Sunday, March 25, 2012

“When I am lifted up from the earth, I will draw everyone to myself.”

From a homily given at Holy Hill on the 5th Sunday of Lent.

This season of Lent is something of a school that educates and prepares our hearts to celebrate the great mysteries of our salvation—the Passion, Death and Resurrection of Jesus, Son of God and our Savior.  Each Sunday of Lent is another LESSON that tells us something of WHO Jesus is and WHY He came into the world.  Let me just offer a recap.  The first Sunday of Lent Jesus is led into the desert to be tempted by the devil, to experience his human weakness in solidarity with us, and to glorify His Father by suffering in His weakness.  The second Sunday of Lent Jesus is revealed during the Transfiguration as the Beloved Son of God the Father and the fulfillment of the law and the prophets.  Peter, James and John and we ourselves are told: “LISTEN TO HIM.”  The third Sunday of Lent Jesus cleanses the Temple and reveals Himself to be the NEW Temple and the means of offering true worship to God.  Last Sunday, we had the beautiful passage in the Gospel of John where Jesus tells Nicodemus: “Just as Moses lifted up the serpent in the desert, so must the Son of Man be lifted up so that everyone who believes in Him might have eternal life.”

And so we come to this fifth Sunday—the Sunday before his triumphant entry into Jerusalem where he’ll be crucified.  Some Greeks want to “see Jesus”—they are not Jews but Gentiles—foreigners drawn to see Jesus… and it is THIS moment when Jesus declares that His “Hour” has come.  In John’s Gospel, the “Hour” is both the time of Christ’s Passion AND His exaltation.  Jesus tells us explicitly HOW He will be glorified and how He will glorify the Father… It is through His death on the CROSS.

Jesus tells us, “The Son of Man did NOT come to be served, but TO SERVE.”  To give His life for the MANY.  Why?  Is it because SOMEONE has to PAY?  Well, it is true that Jesus alone restores TRUE justice where our sins have offended GOD.  …But let us remember that it is not blood and suffering that God requires for the salvation of the world, BUT rather A HEART THAT LOVES OBEDIENTLY, even unto death.

“Son though He was, Jesus learned obedience from what He suffered.”  The Son of God lived a human life, united with us, and offered to God a heart that LOVED until death.  “There is no greater love than to lay down one’s life for one’s friends.”  And so Jesus says to all of us today, “unless a grain of wheat falls to the ground and dies, it remains just a grain of wheat; but if it dies, it produces much fruit.”  Jesus comes to understand that His life is the grain of wheat that will die to produce much fruit.

We, too, must give of ourselves—more than likely NOT to be literally crucified—but maybe it is to be patient with those who greatly annoy us, maybe it is to still desire good to those who have mistreated us, maybe it is to LIVE TODAY for God even if we have FAILED to live for Him for the past week.  Jesus says: “Whoever serves me must follow me, and where I am, there also will my servant be.”  If you were baptized into Christ Jesus, then YOU TOO are a SEED that must die to itself so that FRUIT may be produced and GOD glorified.

Brothers and sisters, in today’s Gospel Jesus gives us a THEOLOGY for Good Friday—it is that He, the Son of God made flesh, will give His life for us to glorify His Father and to REVEAL the greatest love the world has ever known.  And what is the FRUIT of this love: LISTEN.  “When I am lifted up from the earth, I will draw everyone to myself.”  That is, WHEN JESUS REVEALS the FULLNESS of GOD on the CROSS, every HUMAN HEART will awaken and be drawn to this LOVE.

This is the meaning of our first reading from Jeremiah: God is making a new covenant... In the former covenant God has to show us to be our Master, but in the NEW and ETERNAL covenant, God “places His law within us and writes it upon our hearts.”  The Lord says about His CROSS: “All, from least to greatest, shall know me, says the LORD, for I will forgive their evildoing and remember their sin no more.”

Jesus is the Good Shepherd who climbs the wood of the cross in order to call all His scattered SHEEP to Himself and to lead them to the Father.

WHAT must we do in reply?

Let us LOOK at the CROSS and consider the love of Christ for us.  As our shepherd, Jesus asks for the obedience of our hearts.  Jesus never asks anything of us that He has not ALREADY DONE Himself.  He calls us from the CROSS to give of our lives in LOVE.  And if we love as He has loved, we will come to understand from experience that death is NOT the end—beyond the CROSS the Savior leads us to the Resurrection.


WHAT YOU ARE ASKED TO DO: Please copy out each line of the entries in which "Temperature" appears.

MATERIAL SHOWN:
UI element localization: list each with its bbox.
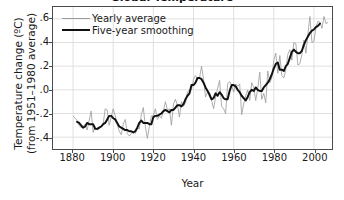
temperature-chart-figure: Global Temperature Temperature change (º…	[0, 0, 344, 200]
x-axis-tick-label: 2000	[302, 152, 327, 164]
y-axis-tick-label: -.2	[3, 109, 49, 119]
y-axis-tick-label: .2	[3, 61, 49, 71]
y-axis-tick-mark	[49, 42, 52, 43]
y-axis-tick-labels: .6.4.2.0-.2-.4	[0, 0, 49, 200]
y-axis-tick-label: -.4	[3, 133, 49, 143]
legend-item-yearly-average: Yearly average	[62, 13, 212, 24]
y-axis-tick-mark	[49, 66, 52, 67]
x-axis-tick-label: 1920	[140, 152, 165, 164]
legend-swatch-five-year-smoothing	[62, 29, 90, 31]
x-axis-tick-mark	[72, 150, 73, 153]
legend-swatch-yearly-average	[62, 18, 90, 19]
legend-item-five-year-smoothing: Five-year smoothing	[62, 25, 212, 36]
y-axis-tick-label: .6	[3, 13, 49, 23]
y-axis-tick-label: .4	[3, 37, 49, 47]
x-axis-tick-label: 1980	[262, 152, 287, 164]
x-axis-tick-label: 1900	[100, 152, 125, 164]
y-axis-tick-mark	[49, 114, 52, 115]
y-axis-tick-mark	[49, 138, 52, 139]
chart-title: Global Temperature	[0, 0, 344, 4]
y-axis-tick-mark	[49, 18, 52, 19]
chart-legend: Yearly average Five-year smoothing	[62, 13, 212, 37]
x-axis-tick-label: 1880	[59, 152, 84, 164]
x-axis-tick-mark	[315, 150, 316, 153]
x-axis-title: Year	[52, 177, 333, 189]
x-axis-tick-labels: 1880190019201940196019802000	[0, 152, 344, 166]
x-axis-tick-mark	[113, 150, 114, 153]
legend-label-five-year-smoothing: Five-year smoothing	[92, 25, 194, 36]
y-axis-tick-label: .0	[3, 85, 49, 95]
x-axis-tick-mark	[153, 150, 154, 153]
x-axis-tick-label: 1940	[181, 152, 206, 164]
legend-label-yearly-average: Yearly average	[92, 13, 166, 24]
x-axis-tick-label: 1960	[221, 152, 246, 164]
x-axis-tick-mark	[274, 150, 275, 153]
x-axis-tick-mark	[234, 150, 235, 153]
x-axis-tick-mark	[194, 150, 195, 153]
y-axis-tick-mark	[49, 90, 52, 91]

SOLUTION TO THIS TASK:
temperature-chart-figure: Global Temperature Temperature change (º…	[0, 0, 344, 200]
chart-title: Global Temperature	[0, 0, 344, 4]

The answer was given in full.